THE LOW WORK FUNCTION TETHER

Electrodynamic Tether (ET) history started in 1960, when Beard and Johnson discussed drag on a conductive spacecraft moving across a geomagnetic field B. As shown by our logo and acronym, the ET, i.e. a long conductor, is PACKaged in a reel on-board the spacecraft. Once activated, it is deployed along the local vertical where the gravity gradient keeps it taut. In the frame of the ET orbiting at velocity vrel, there is a motional electric field Em = vrel×B in the faraway plasma. As corroborated by NASA PMG mission, the field Em drives a steady current I along the ET and the Lorentz force I×B appears. In Low Earth Orbit (LEO), Lorentz force is a drag that produces the re-entry (deorbit) of the spacecraft while giving power for on-board use (generator mode). Neither propellant nor power supply are needed. If equipped with a power supply that reverses the natural direction of the current (given by Em), then the spacecraft is re-boosted (thruster mode). ETs are reversible devices that convert orbital into electrical energy and vice versa. The standard concept around 1990 was NASA tethered satellite system TSS-1, i.e. a 20-km insulated wire exchanging current at cathodic and anodic ends by using an active electron emitter (EM) and a big spherical conductor for anode (left panel in the Fig. 1). Several key developments in the following 25 years transformed old ETs into LWTs, that are more robust, simple and efficient.

First, the bare tether concept with EM (ET+EM) was introduced in 1993 [Sanmartin J., et al, J. Propulsion and Power, 1993]. The wire was left bare of insulation with no big end sphere. Electrons were captured by the ET itself and emitted back to the plasma by an active EM (middle panel in Fig. 1).
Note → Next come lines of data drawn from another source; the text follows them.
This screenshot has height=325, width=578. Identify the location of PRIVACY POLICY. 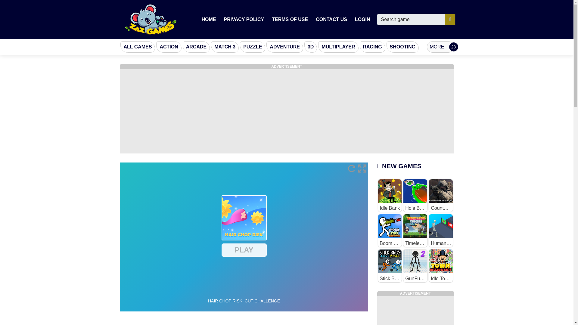
(244, 20).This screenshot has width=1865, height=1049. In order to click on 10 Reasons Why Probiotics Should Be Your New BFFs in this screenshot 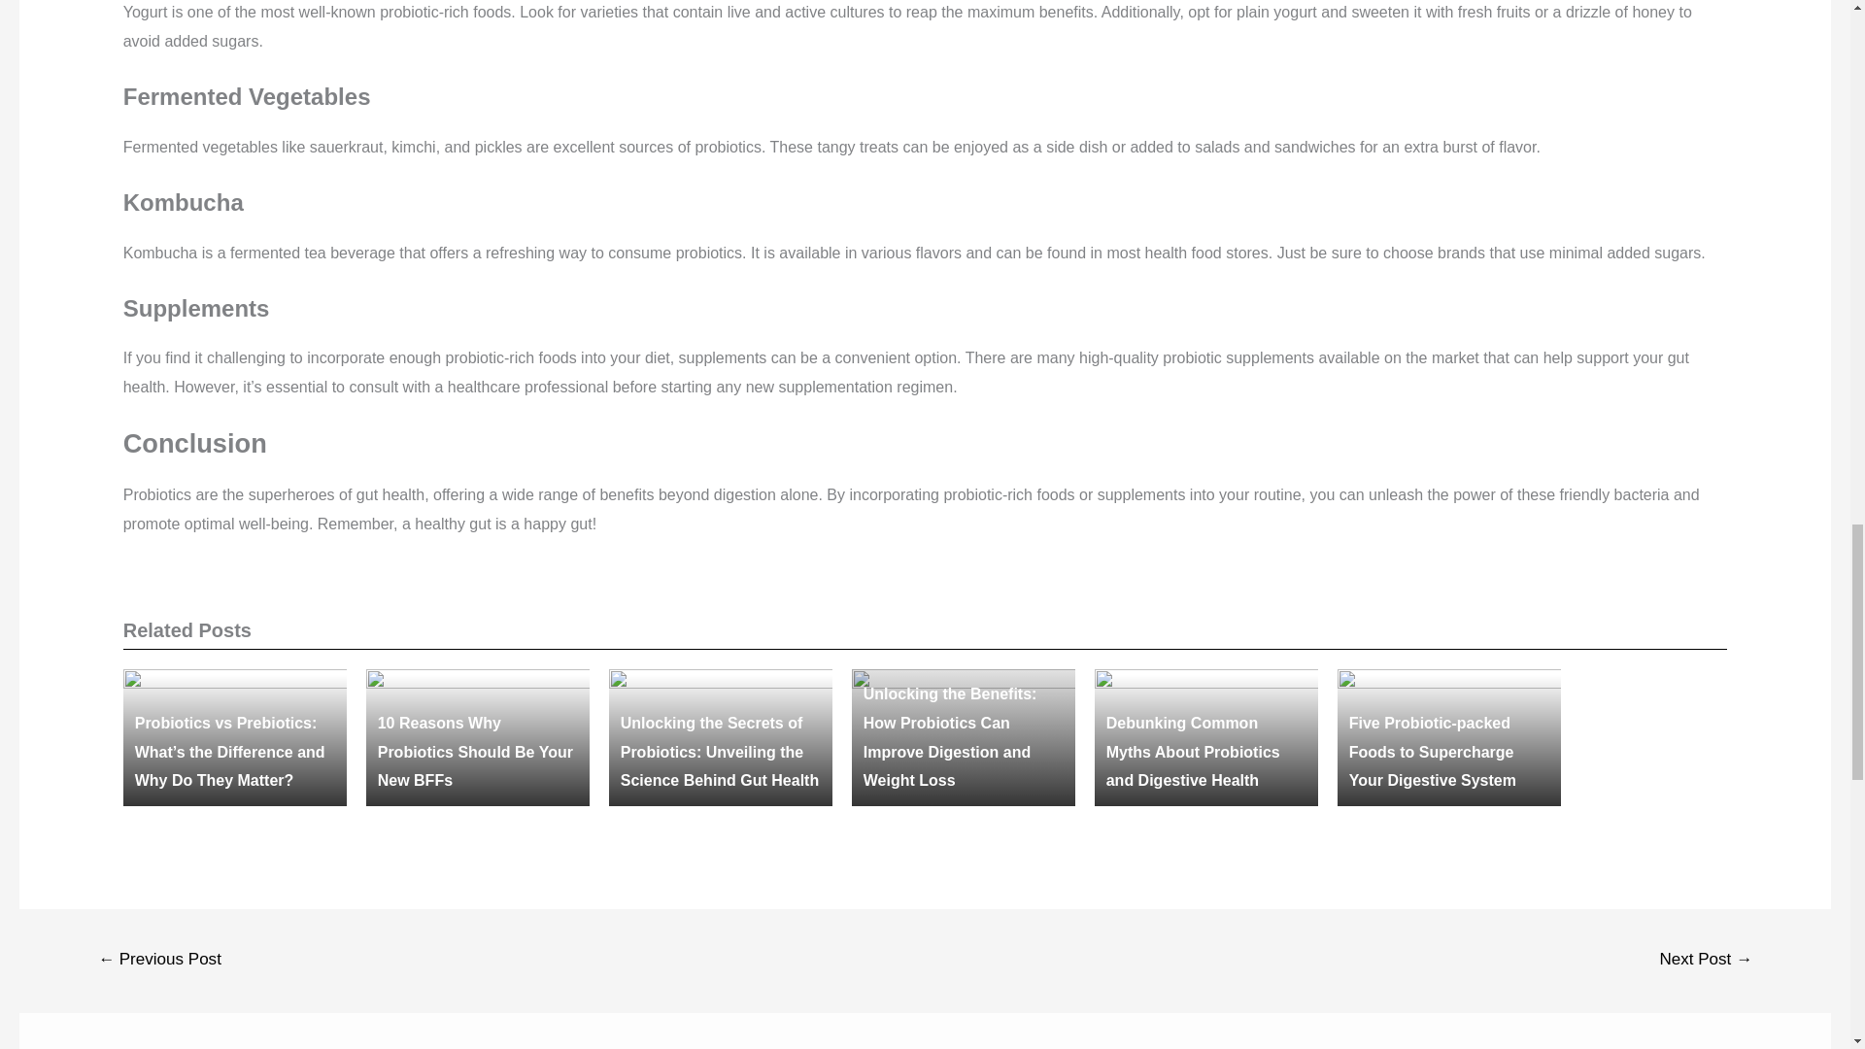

A bare tether demonstration flight (ProSEDS) was prepared and qualified by NASA for flight in 2003, but it was cancelled following the Shuttle Columbia accident. A second revolution happened in 2012 when the cross-fertilization of ideas among partners in the FP7 project named BETs yielded the thermionic tether concept: if coated with a thermionic material that has a low work-function (loosely bound electrons), the tether itself emits electrons to the plasma passively and no active element would be needed (Williams J., et al IEEE Trans. Plasma Science, 2012). Few years later, it was pointed out that the photoelectric effect can be an important electron emission mechanism for coated tethers and the term Low Work-function Tether (LWT) was coined [Sanchez-Arriaga G and X. Chen, J. Propulsion and Power, 2018]. In a LWT, a steady current is reached in the tether without any active element: a tether segment captures electron passively as a giant Langmuir probe and the complementary segment emits them back to the plasma through the thermionic and photoelectric effects (right panel in Fig. 1).

Besides this trip towards simplicity and efficiency on current collection and emission, ETs have been also favoured dramatically by moving from the old (round) wires to thin tapes because the latter hold multiple advantages. Tapes are much more efficient collecting and emitting current, exhibit an excellent survivability in the orbital debris environment and, its three dimensions (length, width and thickness) allow scalability over a broad spacecraft mass ranges and orbit conditions. As a consequence, state-of-the-art ETs are much shorter (from hundreds of meters to a few kilometres), robust, and deorbit faster (typically within few months) than old round tethers.